Tagged with: trip:australia00

  • Day 12

    Leaving Bargara, we continued to journey south. We were now entering ‘big stuff’ country. I give the area this name quite simply because the residents seem to like building enormous copies of fruits and vegetables for no apparent reason. This habit would continue for several hundred miles, but today we saw the first such construction, at the aptly named Big Pineapple Service Station. I’ll leave it to your imagination to work out the details of this one.

  • Day 11

    I didn’t sleep. Dingo may still officially be in the tropics, but the ventilation in the dorms was a bit too good for my liking and no duvets were provided. Not having brought a sleeping bag, I froze in my bunk.

  • Day 10

    Otherwise known as “the day Phil got arrested”. Leaving Airlie Beach behind, we continued our journey south, next stop Dingo. Dingo was to be our first real taste of the outback – a cattle ranch considerably inland from the coast road we had been using up to now. The plan (as conceived by OzExperience) was to arrive by about 4 or 5 pm, and have a tour before the evening entertainments began.

  • Day 9

    Otherwise known as the day Phil couldn’t count. Lots of stops today, one significant one where the bus would pick up or drop off passengers: Townsville. On arrival, we got off to have our one-hour break in the town, and arriving back found the bus was a scene of chaos. There were about 50 seats on the bus, and about 70 people wanting to take them. Musical chairs was out of the question, and Phil was trying to decide what to do. He decided to board people one at a time after checking their reservation slips. The problem with this was that almost everyone had a valid reservation slip. After weeding out the three or four that didn’t, Phil re-boarded the bus triumphantly to find that about fifteen people were standing in the aisle.

  • Day 8

    Otherwise known as the day we met Phil the bus driver. We had to get up very early to meet the Oz Experience bus at the Esplanade, and it didn’t seem like a very good sign when it turned up over half an hour late. Phil (who was a new Oz Experience driver – this was his first trip) had, it seems, broken down covering the mile or so from the place where he’d picked up the bus to the Esplanade where we were waiting. This guy was about to drive us over 2000 miles.

  • Day 7

    After the activities of the last couple of days, my body and wallet needed a break, so I spent today reading, doing laundry, and catching up on E-Mail.

    Nothing much

  • Day 6

    You can’t leave Cairns without a visit to the Great Barrier Reef, and we had no intention of missing out. We got up early and arrived at the pier by 8 am (virtually all the day tours start this early) to meet our boat. The crew were of the fun-and-lively tour guide variety similar to the guy we had had the previous day, but there were a great deal more people on the boat, so we pretty much had to entertain ourselves for the one-and-a-half hour trip to Hastings Reef. On the way, everyone was issued with the appropriate equipment – a mask, snorkel and flippers at the least, and also a wetsuit if so desired.

  • Day 5

    Today was to be our first organised tour. We had to be ready for 8 am, and in our ignorance decided to have breakfast in the hostel restaurant, not knowing that took over 40 minutes to get served a cooked breakfast. We got it about 30-40 seconds before the bus turned up.

  • Day 4

    Our accommodation is a ‘holiday village’ which translates roughly as a motel/hostel. The facilities are very good – we have a triple share apartment with en-suite bathroom, TV, fridge, kettle, and of course air conditioning. Everything you could need, really. I got 11 hours sleep and was pretty much over my jet-lag.

  • Day 3

    Our first day in Australia does not start well. All my own fault, of course – I just can’t sleep on planes. 3am finds us in Darwin – the right country at least – waiting to board new passengers before continuing to our final destination, and starting point: Cairns. In order to do this, everyone is required to leave the plane. This seems faintly ridiculous, but I’m far beyond any ability to complain, and so obligingly trudge off the plane, only to trudge back on again 30 minutes later. I suddenly realise that this is day 3, and we’re not actually there yet.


Task: Give back an exact copy of the lines from the start of the material through the line bearing "This screenshot has height=682, width=1412.". Include both ends and nothing else.
/---
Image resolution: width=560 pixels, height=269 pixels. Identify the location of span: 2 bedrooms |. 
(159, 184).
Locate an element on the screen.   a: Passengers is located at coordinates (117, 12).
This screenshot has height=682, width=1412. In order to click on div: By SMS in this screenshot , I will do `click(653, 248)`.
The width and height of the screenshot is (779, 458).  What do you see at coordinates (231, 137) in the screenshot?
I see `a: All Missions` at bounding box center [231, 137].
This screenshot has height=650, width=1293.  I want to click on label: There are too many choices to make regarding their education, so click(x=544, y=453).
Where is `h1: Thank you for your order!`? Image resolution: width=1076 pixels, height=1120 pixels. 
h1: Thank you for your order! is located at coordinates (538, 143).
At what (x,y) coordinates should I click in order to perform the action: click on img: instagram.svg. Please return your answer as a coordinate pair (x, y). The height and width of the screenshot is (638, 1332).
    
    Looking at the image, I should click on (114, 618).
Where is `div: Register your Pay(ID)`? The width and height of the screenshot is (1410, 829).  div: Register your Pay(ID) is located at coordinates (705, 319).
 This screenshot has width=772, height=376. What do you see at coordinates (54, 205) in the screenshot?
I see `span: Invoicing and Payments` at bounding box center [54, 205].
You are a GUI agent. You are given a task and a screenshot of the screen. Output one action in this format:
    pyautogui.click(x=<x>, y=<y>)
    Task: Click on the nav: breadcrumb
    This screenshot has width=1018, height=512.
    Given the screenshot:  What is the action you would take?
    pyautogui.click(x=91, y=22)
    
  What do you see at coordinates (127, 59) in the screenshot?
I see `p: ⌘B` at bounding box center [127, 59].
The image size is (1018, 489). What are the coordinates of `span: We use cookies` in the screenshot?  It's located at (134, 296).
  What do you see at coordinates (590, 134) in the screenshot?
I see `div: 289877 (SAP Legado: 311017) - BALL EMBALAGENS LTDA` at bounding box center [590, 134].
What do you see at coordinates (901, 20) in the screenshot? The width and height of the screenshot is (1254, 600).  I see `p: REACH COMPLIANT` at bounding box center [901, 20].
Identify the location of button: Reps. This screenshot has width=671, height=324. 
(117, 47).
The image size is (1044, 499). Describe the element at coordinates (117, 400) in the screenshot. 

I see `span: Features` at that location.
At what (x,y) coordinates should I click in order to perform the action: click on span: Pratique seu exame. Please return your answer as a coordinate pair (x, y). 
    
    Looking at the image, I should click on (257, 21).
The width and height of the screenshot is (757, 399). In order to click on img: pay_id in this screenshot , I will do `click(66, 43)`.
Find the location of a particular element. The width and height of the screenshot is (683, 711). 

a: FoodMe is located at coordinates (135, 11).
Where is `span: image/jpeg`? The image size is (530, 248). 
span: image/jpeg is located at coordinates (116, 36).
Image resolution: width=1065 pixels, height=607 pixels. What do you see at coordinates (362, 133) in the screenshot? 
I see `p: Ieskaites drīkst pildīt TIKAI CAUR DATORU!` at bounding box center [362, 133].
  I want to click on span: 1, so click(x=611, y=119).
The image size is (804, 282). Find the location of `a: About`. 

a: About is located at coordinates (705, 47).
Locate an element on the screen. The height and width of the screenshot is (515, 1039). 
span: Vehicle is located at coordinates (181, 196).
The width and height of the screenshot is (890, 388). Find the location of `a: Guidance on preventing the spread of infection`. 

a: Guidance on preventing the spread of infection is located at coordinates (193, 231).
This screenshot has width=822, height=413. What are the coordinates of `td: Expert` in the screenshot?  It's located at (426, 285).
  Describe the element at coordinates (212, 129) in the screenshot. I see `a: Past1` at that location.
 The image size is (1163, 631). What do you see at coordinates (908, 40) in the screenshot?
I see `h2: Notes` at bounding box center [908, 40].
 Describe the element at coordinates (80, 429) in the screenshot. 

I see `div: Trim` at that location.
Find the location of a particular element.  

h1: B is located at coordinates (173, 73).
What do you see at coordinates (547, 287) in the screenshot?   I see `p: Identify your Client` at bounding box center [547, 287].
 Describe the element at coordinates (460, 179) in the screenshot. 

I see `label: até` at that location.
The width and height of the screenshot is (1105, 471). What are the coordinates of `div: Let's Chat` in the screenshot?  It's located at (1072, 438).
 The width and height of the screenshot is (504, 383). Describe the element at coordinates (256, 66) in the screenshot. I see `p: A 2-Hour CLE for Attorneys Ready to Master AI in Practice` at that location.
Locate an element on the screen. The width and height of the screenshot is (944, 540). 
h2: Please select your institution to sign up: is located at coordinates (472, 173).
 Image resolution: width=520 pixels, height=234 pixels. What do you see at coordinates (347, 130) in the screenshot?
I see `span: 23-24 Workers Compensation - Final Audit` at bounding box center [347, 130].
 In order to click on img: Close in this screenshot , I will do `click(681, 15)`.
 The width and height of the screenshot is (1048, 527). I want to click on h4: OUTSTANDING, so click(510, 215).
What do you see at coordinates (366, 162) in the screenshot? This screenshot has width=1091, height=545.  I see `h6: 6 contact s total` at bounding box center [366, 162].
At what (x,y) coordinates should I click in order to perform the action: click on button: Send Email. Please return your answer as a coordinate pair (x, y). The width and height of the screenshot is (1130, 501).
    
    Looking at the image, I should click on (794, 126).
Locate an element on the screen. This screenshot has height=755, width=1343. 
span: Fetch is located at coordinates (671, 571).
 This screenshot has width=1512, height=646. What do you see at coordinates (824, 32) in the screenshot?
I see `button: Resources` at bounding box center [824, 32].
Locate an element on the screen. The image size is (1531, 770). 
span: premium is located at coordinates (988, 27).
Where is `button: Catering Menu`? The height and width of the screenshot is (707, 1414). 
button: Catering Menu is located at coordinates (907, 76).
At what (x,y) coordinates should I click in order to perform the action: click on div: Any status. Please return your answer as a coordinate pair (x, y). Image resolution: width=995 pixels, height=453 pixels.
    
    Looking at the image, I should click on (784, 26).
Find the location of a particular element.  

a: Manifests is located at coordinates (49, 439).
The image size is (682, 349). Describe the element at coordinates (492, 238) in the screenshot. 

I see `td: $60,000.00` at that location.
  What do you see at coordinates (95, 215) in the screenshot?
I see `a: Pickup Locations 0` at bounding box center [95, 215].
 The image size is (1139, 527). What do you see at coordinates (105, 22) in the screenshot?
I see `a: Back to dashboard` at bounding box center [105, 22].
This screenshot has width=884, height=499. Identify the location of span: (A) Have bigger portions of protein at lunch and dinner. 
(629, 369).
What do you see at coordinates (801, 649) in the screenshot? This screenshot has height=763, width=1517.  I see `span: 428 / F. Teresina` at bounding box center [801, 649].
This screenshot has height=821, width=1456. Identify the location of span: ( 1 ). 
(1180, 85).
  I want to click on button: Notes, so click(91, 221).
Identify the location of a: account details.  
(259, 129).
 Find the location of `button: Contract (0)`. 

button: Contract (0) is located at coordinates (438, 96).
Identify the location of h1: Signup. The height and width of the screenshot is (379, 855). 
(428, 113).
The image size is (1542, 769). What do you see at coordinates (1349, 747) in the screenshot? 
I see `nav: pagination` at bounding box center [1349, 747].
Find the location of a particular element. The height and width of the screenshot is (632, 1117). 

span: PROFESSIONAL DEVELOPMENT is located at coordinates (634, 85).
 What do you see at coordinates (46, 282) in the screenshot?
\---
Final answer:
Image resolution: width=560 pixels, height=269 pixels. Identify the location of span: 2 bedrooms |. 
(159, 184).
Locate an element on the screen.   a: Passengers is located at coordinates (117, 12).
This screenshot has height=682, width=1412. In order to click on div: By SMS in this screenshot , I will do `click(653, 248)`.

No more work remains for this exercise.